Relative to its intended legislative type, this bill functions primarily as a commemorative resolution: it clearly defines the problem context and designates a date for national awareness, but it offers limited operational detail for the single substantive recommendation it contains (a new NIJ study).
Liberals emphasize need for funding and concrete follow-up actions
Who stands to gain, and who may push back.
- Targeted stakeholdersThe resolution is non‑binding and includes no dedicated funding for investigations or victim services.
- Targeted stakeholdersCritics may say it emphasizes symbolism over immediate, resource‑backed interventions for victims.
- Targeted stakeholdersRecommending another NIJ study could delay concrete action by prioritizing research over rapid response.
Why the argument around this bill splits.
Liberals emphasize need for funding and concrete follow-up actions
Likely strongly supportive: the resolution acknowledges a severe public-safety and civil-rights problem affecting Indigenous women and calls for updated data.
It aligns with calls for federal attention to racialized violence and tribal support.
Generally favorable: the resolution is a low-cost, symbolic step that highlights a serious problem and requests updated research.
A centrist will want clarity on next steps, costs, and measurable outcomes.

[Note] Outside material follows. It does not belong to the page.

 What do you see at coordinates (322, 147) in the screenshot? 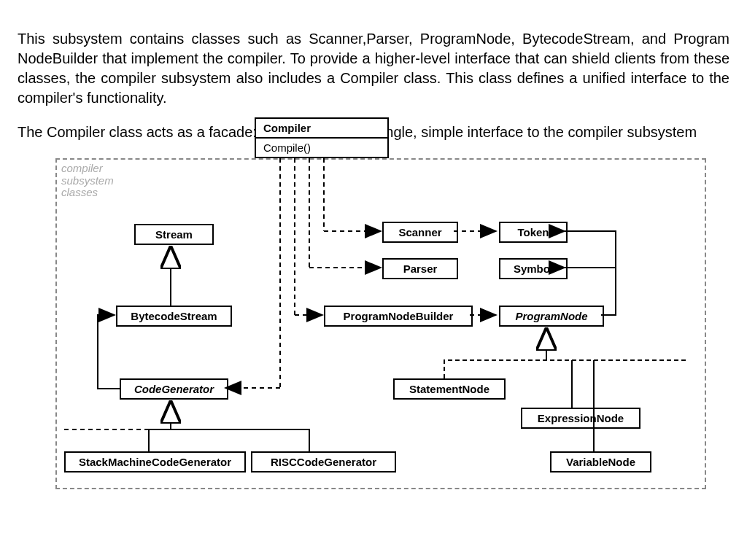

Cautiously supportive but reserved: symbolic recognition of victims and calls for data are unobjectionable, though some conservatives may question effectiveness and federal involvement without clear results.
The path through Congress.
Reached or meaningfully advanced
Reached or meaningfully advanced
Still ahead
Still ahead
Still ahead
Low-policy-risk, symbolic resolution with broad potential support; main obstacles are procedural (committee referral, scheduling) rather than substantive opposition.
- Whether committee(s) will prioritize and report the resolution
- House floor scheduling and procedural placement
Recent votes on the bill.
No vote history yet
The bill has not accumulated any surfaced votes yet.
Go deeper than the headline read.
Liberals emphasize need for funding and concrete follow-up actions
Low-policy-risk, symbolic resolution with broad potential support; main obstacles are procedural (committee referral, scheduling) rather th…
Relative to its intended legislative type, this bill functions primarily as a commemorative resolution: it clearly defines the problem context and designates a date for national awareness, but it offers limited operatio…
Go beyond the headline summary with full stakeholder mapping, legislative design analysis, passage barriers, and lens-by-lens tradeoff breakdowns.